AI to make 3D mammogram screening more accurate
Artificial Intelligence for Improved Breast Cancer Screening Accuracy: External Validation, Refinement, and Clinical Translation
This project uses artificial intelligence to help 3D mammograms find breast cancer more reliably and cut down on false alarms.
Quick facts
| Grant type | R37 grant |
|---|---|
| Study type | NIH-funded research |
| Funding institution | University of Washington NIH-funded |
| Lab location | 1 site (Seattle, United States) |
| Project ID | NIH-11322059 on NIH RePORTER |
What this research studies
The team is taking a high-performing AI model originally developed for 2D mammograms and adapting it to read 3D (tomosynthesis) screening images. They will train and refine the algorithm using large collections of de-identified mammogram images and linked clinical data from many sites and then externally validate its performance on separate 3D datasets. An academic–industry partnership with DeepHealth supports scaling and translating the tool toward routine clinical use. The work includes testing in real-world settings to measure effects on missed cancers, recall rates, and how the AI could fit into current screening workflows.
Who could benefit from this research
Good fit: People who get routine screening mammograms—especially those offered 3D tomosynthesis—are the ones who could benefit or be asked to provide de-identified images for validation.
Not a fit: People who do not undergo mammography screening, such as those without breast tissue or who are not eligible for routine screening, would not directly benefit from this project.
Why it matters
Potential benefit: If successful, this could detect more cancers earlier and reduce the number of false-positive callbacks and unnecessary follow-up tests from screening.
How similar studies have performed: Previous AI work and the DREAM crowdsourced challenge showed promise for 2D mammogram algorithms, but translating and validating those tools for 3D screening is newer and less tested.
Where this research is happening
Seattle, United States
- University of Washington — Seattle, United States (Active)
Researchers
- Principal investigator: Lee, Christoph I — University of Washington
- Study coordinator: Lee, Christoph I
About this research
- This is an active NIH-funded research project — typically early-stage science, not a clinical trial accepting patient enrollment.
- Some NIH-funded labs run parallel clinical studies or seek volunteers for related work. To check, contact the principal investigator or institution listed above.
- For full project details, budget, and progress reports, visit the official NIH RePORTER page below.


Copy out each line below containing "JSON".

Exercise material Start Marker

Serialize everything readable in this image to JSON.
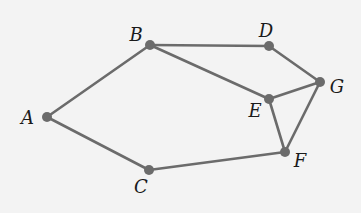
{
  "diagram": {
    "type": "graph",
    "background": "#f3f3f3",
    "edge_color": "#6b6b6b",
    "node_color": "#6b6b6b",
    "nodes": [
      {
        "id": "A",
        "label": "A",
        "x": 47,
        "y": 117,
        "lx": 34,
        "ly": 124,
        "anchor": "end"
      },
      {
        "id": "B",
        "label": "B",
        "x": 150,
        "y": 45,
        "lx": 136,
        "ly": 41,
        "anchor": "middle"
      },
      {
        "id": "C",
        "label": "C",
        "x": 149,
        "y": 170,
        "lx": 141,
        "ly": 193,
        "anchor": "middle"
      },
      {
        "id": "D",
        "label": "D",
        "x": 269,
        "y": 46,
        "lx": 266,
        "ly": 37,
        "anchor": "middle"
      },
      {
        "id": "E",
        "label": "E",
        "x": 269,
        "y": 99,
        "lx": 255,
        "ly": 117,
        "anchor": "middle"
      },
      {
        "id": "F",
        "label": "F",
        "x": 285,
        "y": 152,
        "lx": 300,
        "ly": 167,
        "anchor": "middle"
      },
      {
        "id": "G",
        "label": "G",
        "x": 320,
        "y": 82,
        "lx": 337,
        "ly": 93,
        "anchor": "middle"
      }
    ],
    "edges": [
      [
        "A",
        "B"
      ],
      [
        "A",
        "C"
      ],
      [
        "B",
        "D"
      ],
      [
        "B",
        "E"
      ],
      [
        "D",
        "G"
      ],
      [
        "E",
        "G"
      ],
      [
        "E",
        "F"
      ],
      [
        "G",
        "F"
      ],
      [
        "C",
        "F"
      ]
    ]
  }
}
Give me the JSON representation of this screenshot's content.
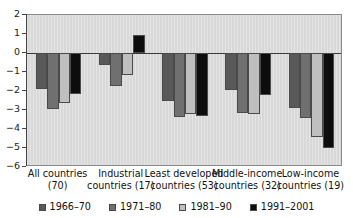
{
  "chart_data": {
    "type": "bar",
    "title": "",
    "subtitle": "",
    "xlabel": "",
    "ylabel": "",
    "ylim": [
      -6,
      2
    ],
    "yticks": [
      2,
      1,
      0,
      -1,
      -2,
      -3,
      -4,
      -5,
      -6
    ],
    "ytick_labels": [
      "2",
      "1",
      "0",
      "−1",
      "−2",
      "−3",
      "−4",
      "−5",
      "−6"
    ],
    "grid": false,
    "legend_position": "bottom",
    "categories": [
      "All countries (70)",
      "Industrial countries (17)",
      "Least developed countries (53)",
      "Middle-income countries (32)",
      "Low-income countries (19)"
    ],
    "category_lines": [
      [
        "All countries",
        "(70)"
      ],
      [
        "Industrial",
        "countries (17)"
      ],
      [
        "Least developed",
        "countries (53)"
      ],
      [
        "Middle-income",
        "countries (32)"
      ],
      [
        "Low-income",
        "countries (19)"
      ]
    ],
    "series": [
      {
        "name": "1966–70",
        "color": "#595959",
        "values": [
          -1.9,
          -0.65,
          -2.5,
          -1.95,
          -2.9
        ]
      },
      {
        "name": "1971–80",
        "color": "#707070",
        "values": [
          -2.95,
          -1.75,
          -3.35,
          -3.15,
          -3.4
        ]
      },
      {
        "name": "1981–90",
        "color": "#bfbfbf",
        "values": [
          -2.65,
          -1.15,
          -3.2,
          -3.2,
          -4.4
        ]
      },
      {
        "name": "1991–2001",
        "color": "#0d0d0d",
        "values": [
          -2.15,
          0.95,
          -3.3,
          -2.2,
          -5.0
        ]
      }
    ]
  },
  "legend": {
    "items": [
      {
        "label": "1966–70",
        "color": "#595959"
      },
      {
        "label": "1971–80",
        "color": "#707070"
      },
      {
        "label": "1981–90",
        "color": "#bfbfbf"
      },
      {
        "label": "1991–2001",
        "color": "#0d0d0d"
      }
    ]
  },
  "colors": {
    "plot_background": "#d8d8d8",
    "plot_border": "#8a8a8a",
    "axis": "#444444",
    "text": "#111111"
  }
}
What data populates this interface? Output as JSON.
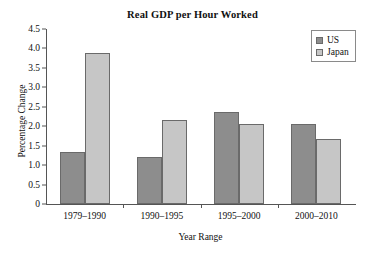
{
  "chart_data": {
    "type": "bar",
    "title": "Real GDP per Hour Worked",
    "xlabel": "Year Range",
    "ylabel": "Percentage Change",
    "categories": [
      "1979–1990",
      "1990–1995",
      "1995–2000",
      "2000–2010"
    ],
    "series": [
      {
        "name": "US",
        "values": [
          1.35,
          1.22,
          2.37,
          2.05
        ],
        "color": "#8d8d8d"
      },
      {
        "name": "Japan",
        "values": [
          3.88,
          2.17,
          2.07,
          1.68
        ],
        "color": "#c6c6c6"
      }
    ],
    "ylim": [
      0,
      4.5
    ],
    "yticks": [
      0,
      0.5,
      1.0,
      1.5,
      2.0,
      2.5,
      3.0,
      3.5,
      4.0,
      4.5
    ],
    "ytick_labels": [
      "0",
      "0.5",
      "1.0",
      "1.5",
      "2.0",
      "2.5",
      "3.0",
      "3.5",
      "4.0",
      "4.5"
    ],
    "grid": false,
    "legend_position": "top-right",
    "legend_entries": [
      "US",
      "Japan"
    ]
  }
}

Exercise material End Marker
Exercise material Start Marker

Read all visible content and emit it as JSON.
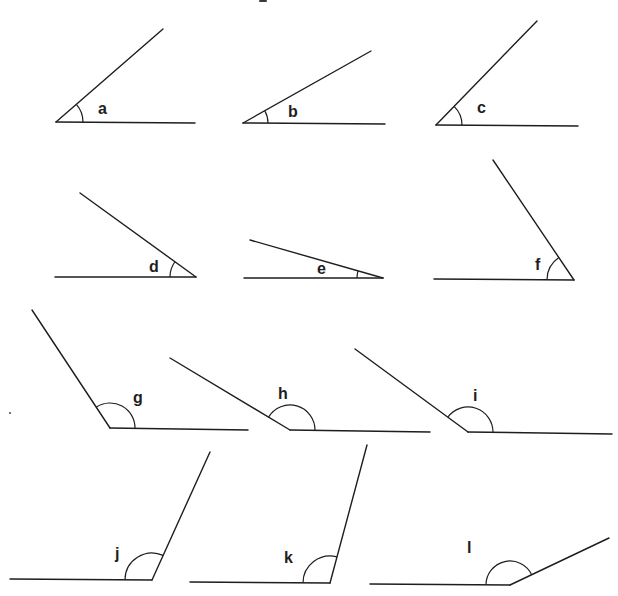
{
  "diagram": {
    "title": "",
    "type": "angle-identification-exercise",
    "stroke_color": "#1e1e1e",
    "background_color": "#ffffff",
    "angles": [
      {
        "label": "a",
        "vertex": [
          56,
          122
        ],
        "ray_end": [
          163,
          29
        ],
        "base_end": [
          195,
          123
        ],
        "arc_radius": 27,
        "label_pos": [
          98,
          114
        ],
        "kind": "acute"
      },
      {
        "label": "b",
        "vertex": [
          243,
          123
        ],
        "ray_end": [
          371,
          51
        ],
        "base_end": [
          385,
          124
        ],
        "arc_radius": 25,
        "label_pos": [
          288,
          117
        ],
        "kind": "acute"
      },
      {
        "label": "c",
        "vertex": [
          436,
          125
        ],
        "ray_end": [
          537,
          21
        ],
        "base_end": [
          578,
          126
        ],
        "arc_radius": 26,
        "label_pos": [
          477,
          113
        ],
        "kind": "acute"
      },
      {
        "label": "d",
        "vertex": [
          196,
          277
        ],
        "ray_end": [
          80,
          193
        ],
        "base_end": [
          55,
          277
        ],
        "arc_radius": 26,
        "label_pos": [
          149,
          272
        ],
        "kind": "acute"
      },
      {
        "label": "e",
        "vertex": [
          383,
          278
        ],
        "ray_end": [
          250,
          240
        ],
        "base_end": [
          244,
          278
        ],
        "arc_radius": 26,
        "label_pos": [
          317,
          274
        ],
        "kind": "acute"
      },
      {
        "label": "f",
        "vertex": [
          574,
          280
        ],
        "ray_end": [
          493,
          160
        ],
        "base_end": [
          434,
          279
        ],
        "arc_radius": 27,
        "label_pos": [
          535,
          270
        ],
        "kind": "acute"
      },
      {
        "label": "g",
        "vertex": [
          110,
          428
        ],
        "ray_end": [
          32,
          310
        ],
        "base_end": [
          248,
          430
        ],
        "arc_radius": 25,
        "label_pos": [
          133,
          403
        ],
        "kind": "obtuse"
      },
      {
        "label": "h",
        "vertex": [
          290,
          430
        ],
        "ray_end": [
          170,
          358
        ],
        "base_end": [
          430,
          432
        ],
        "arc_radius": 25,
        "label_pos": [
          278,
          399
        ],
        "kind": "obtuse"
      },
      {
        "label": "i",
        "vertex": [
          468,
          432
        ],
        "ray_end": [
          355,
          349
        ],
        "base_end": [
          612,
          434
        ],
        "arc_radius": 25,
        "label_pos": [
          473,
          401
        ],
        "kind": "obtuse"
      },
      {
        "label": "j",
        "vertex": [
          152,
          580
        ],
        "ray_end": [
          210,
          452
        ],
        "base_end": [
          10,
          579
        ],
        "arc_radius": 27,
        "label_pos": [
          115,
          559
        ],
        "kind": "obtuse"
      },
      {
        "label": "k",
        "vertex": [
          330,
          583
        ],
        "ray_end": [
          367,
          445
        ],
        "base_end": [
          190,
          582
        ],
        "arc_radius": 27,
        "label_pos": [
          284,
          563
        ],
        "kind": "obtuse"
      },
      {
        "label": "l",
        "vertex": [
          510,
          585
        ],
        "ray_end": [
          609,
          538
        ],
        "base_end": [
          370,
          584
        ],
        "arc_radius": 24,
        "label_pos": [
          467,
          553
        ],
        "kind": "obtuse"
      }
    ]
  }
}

Exercise material End Marker
Exercise material Start Marker

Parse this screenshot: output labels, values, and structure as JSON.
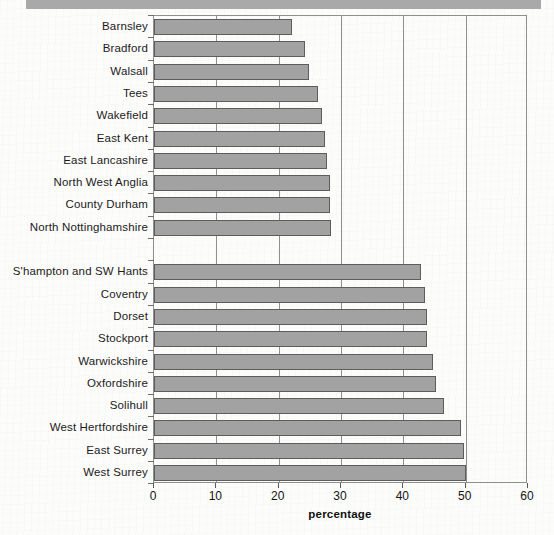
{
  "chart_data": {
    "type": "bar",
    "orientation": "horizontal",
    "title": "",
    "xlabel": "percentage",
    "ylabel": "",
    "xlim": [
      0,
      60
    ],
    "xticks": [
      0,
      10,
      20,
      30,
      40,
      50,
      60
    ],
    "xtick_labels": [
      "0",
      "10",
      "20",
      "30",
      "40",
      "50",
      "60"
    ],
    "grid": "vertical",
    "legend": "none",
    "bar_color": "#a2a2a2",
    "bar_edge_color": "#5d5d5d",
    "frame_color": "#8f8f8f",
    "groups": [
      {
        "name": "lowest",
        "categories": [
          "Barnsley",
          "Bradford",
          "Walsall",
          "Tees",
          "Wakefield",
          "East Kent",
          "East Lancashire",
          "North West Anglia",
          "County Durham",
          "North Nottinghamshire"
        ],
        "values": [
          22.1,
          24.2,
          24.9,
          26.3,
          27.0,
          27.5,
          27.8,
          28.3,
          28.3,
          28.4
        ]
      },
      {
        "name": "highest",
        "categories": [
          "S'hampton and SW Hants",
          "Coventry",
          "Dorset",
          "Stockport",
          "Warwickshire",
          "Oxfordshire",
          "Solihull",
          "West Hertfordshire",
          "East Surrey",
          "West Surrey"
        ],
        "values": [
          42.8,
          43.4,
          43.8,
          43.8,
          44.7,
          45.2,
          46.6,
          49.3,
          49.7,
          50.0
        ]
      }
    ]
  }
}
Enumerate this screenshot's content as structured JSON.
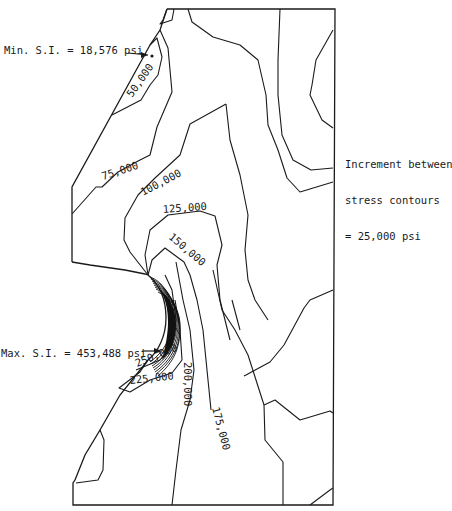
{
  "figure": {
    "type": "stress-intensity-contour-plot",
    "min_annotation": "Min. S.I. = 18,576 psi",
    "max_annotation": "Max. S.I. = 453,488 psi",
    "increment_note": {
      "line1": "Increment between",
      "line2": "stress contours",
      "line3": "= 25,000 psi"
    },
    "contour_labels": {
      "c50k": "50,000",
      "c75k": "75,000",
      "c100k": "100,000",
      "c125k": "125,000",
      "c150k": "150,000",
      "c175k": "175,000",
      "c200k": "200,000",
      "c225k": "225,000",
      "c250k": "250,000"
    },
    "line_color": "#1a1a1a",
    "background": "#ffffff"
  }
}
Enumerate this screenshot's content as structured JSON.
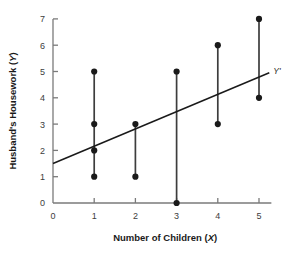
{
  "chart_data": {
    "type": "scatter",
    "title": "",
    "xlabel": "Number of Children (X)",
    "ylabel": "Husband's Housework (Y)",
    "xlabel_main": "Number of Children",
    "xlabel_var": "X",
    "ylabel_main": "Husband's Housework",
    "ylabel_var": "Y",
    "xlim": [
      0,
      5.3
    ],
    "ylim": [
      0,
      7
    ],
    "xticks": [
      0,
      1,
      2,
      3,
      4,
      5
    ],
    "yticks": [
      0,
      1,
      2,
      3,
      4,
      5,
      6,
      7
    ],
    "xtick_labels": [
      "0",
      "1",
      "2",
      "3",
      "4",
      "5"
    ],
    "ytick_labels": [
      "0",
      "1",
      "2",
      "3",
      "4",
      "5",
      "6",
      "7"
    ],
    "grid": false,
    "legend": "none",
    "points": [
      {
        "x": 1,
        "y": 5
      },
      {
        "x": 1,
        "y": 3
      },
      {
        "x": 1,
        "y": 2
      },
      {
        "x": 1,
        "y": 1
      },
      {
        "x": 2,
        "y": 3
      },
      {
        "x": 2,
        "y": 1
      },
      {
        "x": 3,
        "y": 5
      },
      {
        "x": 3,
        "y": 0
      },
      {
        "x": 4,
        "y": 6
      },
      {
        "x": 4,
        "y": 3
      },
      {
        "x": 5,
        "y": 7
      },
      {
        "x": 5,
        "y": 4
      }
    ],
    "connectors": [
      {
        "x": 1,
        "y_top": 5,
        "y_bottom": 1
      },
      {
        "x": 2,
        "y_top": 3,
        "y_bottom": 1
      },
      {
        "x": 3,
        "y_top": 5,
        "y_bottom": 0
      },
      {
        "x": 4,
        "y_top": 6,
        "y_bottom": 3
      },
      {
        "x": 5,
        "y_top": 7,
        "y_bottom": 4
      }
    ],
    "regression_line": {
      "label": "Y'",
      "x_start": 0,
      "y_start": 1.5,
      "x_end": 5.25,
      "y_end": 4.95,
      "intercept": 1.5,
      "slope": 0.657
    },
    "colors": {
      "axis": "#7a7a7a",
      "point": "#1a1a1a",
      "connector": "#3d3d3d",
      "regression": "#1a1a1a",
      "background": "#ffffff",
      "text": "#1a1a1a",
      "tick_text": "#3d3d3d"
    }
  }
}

Exercise material End Marker

Reply:
Serialize everything readable in this image to JSON.
Give me the JSON representation of this screenshot's content.
What data populates this interface? Output as JSON.
Read all visible content and emit it as JSON.
Parse this screenshot: output labels, values, and structure as JSON.
Enumerate this screenshot's content as structured JSON.
Enumerate this screenshot's content as structured JSON.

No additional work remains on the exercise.